The content of the cache after the first execution of the loop. Assume that the cache lines of the same set are contiguous, that is set 0 comprises lines 0 and 1, set 1 lines 2 and 3 and so on

Exercise 3
Write initialization code and interrupt service routines that implement a programmable frequency generator using a processor connected with a 10key keyboard and a loudspeaker driven by a square wave. You can use a NIOS II processor, driven by a 100MHz clock, connected with: A 16bit PIO port, whose base address is represented by the PIO0_BASE macro, that will both read the 4bit input key code (an integer between 0 and 9) and write the singlebit output waveform. You can use bits 30 for the key input and bit 4 for the waveform output. The set of control and data registers (to be used directly or via the Altera IO macros) is:

A timer peripheral, whose base address is represented by the TIMER0_BASE macro, which must be used to generate twice the required frequency (since one call of its ISR will raise the waveform output, and the other will lower it). Its control and data registers are:

The period of the waveform to be generated (again, considering that the interrupt must be generated every half period) must be x msec, where x is the value read from the keyboard, and a value of 0 means that the output must not be updated at all. This means that if the pressed key is 5, then the period of the output waveform must be 5 msec. If the pressed key is 0, then the output must not change until a key different from 0 is pressed again. Write: 1. The initialization code of the PIO and Timer peripherals that will become part of the main program and that initializes: a. the PIO to have 4 inputs (bits 30) (handled in interrupt) and 1 output (bit 4), b. the timer to periodically (with an appropriate period) interrupt the CPU.

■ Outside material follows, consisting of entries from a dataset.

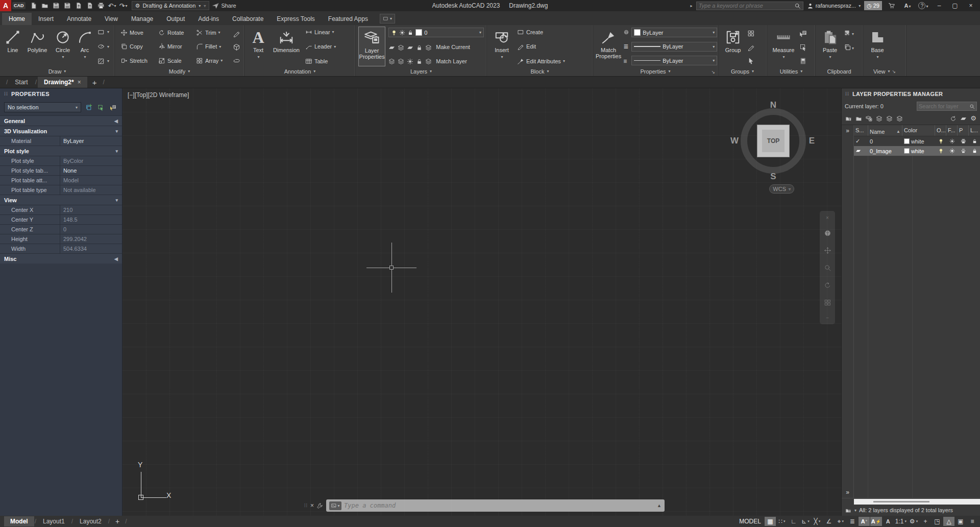 This screenshot has height=527, width=980. I want to click on plot-icon, so click(79, 6).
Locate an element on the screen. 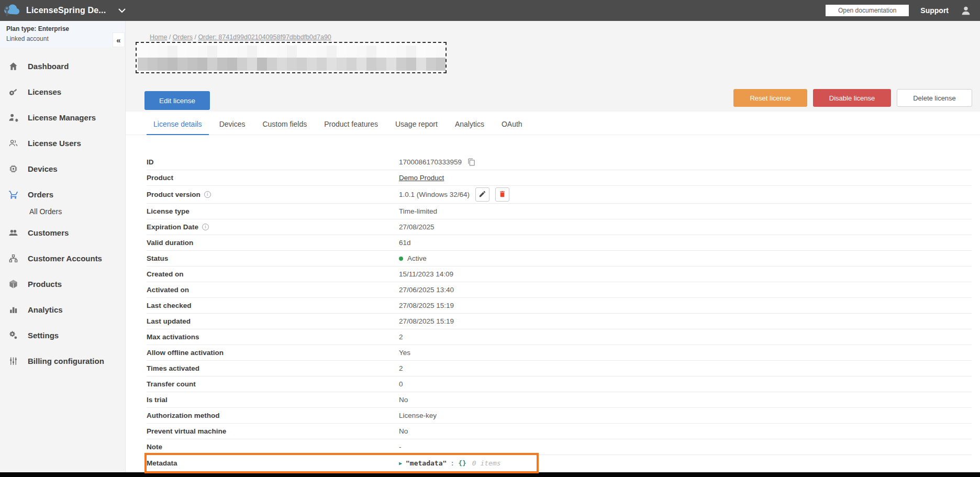  row-value-text: 15/11/2023 14:09 is located at coordinates (426, 274).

2. The Timer interrupt service routine that toggles the PIO output bit. 3. The PIO interrupt service routine that changes the timer period according to the key value (or stops the timer if the key value is 0). You can either use the actual register offsets, from the tables above, or use the macros. For the timer, they have names like: IOWR_ALTERA_AVALON_TIMER_PERIODH(base, data), IORD_ALTERA_AVALON_TIMER_SNAPH(base), and so on. Please note that comments are very important to explain the intent of your code. Syntactic correctness is less important (even though the code must be understandable). Macro names are not important at all, but they should indicate clearly to which peripheral register you are referring, and whether you are reading them (the macro has 1 argument, namely the base address of the peripheral, and returns the value of the register) or writing them (the macro has 2 arguments, namely the base address and the value to be written).

Exercise 4
Please indicate with a cross which ones among the following ones are typical characteristics that distinguish Digital Signal Processors from generalpurpose CPUs (i.e. are very often present in DSPs and very seldom present in CPUs): Multiple register files with different functionalities Bitlevel operations (shifts, ors, ands, ) Cache management instructions (preload, flush, ) Dedicated combinational hardware multiplyandaccumulate unit(s) The ability to execute multiple instructions in a clock cycle A pipelined execution Concurrent access to several data memories Dedicated pointer register incrementers/decrementers A fast dedicated code RAM (code scratchpad) A set of peripherals such as timers, PIOs, serial ports, etc.

Exercise 5
Please check the schedulability with the Utilization Theorem and perform online preemptive static priority scheduling with the Rate Monotonic (RMS) algorithm for the following set of tasks: Task Period = Deadline WCET T1 3 1 T2 2 1 T3 6 1 Simulate the schedule for the first hyperperiod (least common multiple of the task periods), clearly indicating the first deadline violation (if any). If there is a deadline violation AND the task set can be scheduled with Earliest Deadline First (EDF), according to the Utilization Theorem, then simulate also a hyperperiod using EDF for online preemptive dynamic priority scheduling.